Can you focus on what that something else is? I am not egging you on. I am trying to understand your world model.

edit:

Separately, I spent some quality time with the article you cited and, I wonder if you would like to have an opportunity to reconsider your stance:

"Four U.S. citizen children were taken from their parents during the raid because the parents lacked legal status, DHS said, alleging that one of the parents was a Tren de Aragua member."

Sadly, this is the reality made by the permissive policies US has had. Does it suck? Yeah, but those kids wouldn't have been citizens if those people did not enter US illegally. Everything here stems from multiple cascading bad decisions. We are at a point, where public sympathy for this is.. low.

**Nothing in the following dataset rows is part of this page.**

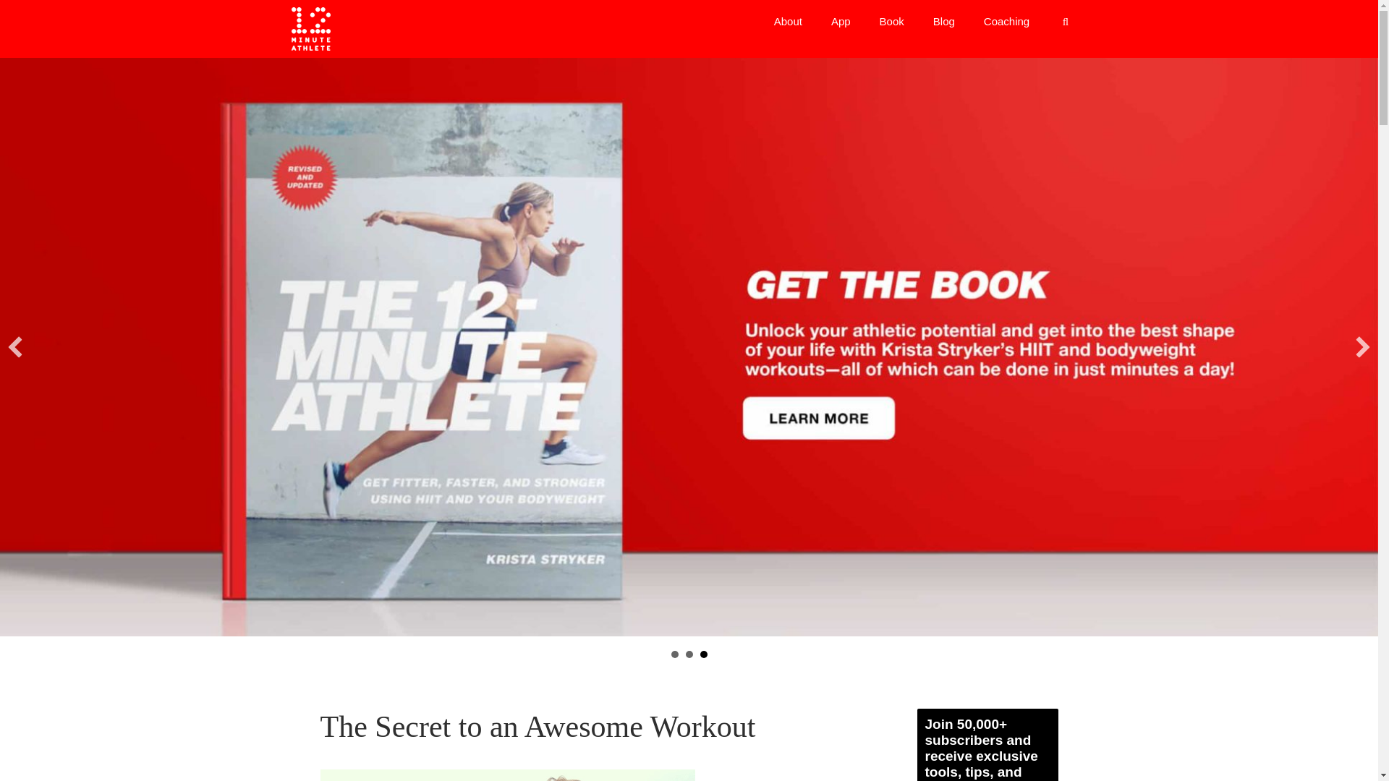 This screenshot has height=781, width=1389. I want to click on About, so click(788, 22).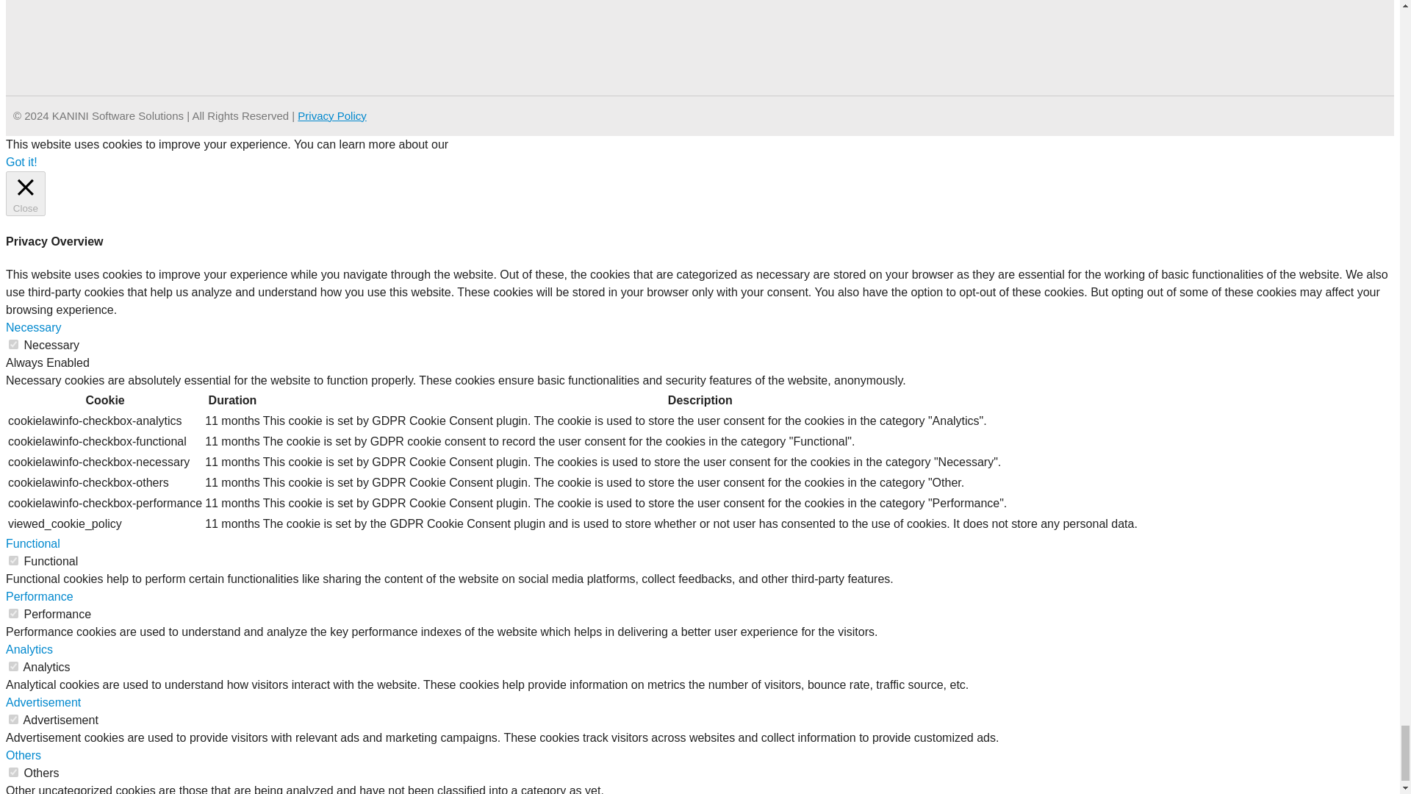 The height and width of the screenshot is (794, 1411). What do you see at coordinates (13, 344) in the screenshot?
I see `on` at bounding box center [13, 344].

These were not simple detentions; this was ICE taking every door in a 5 story apartment complex at 3:00AM, and detaining every single resident for over 4 hours. Nothing at all like the types of detention Justice Kavanaugh refers to when he talks about the minor inconvenience of a police stop-and-investigate detention. It is not the case that your local police can do this in response to a traffic infraction.
This is, by far, the only rational argument put forth so far, but even here I feel obligated to nitpick. What exactly is 'simple detention'? Are they separated in terms of severity or is it just one giant class of detention that is subject to an opinion of the officers on the ground? One would think that a massive crackdown like this would be at least 4h of one's life.
I do not think ICE is conducting themselves well here. The point of my post above however is that part of the reason ICE is acting like this is because ICE and Chicago have positioned themselves as antagonists and the results are reasonably predictable here. The cause is not poverty it's bad politics.
I can't imagine how it would matter. There's basically nothing more sacred in US law than the front door of one's home. There isn't a more intrusive ordinary investigative action any government body can take.

From the photos: they trashed the apartments, too. Again, not that it much matters.

Public sympathy for immigrants is in fact at an all time high, as it turns out that most Americans are turned off by secret police squads kicking in doors and abducting people in the middle of the night.
That is an interesting claim. I have no proper anecdata, data or, well, anything to properly gauge that sentiment ( ideally by state ). If you do, I would be very, very interested in something that would give it to me.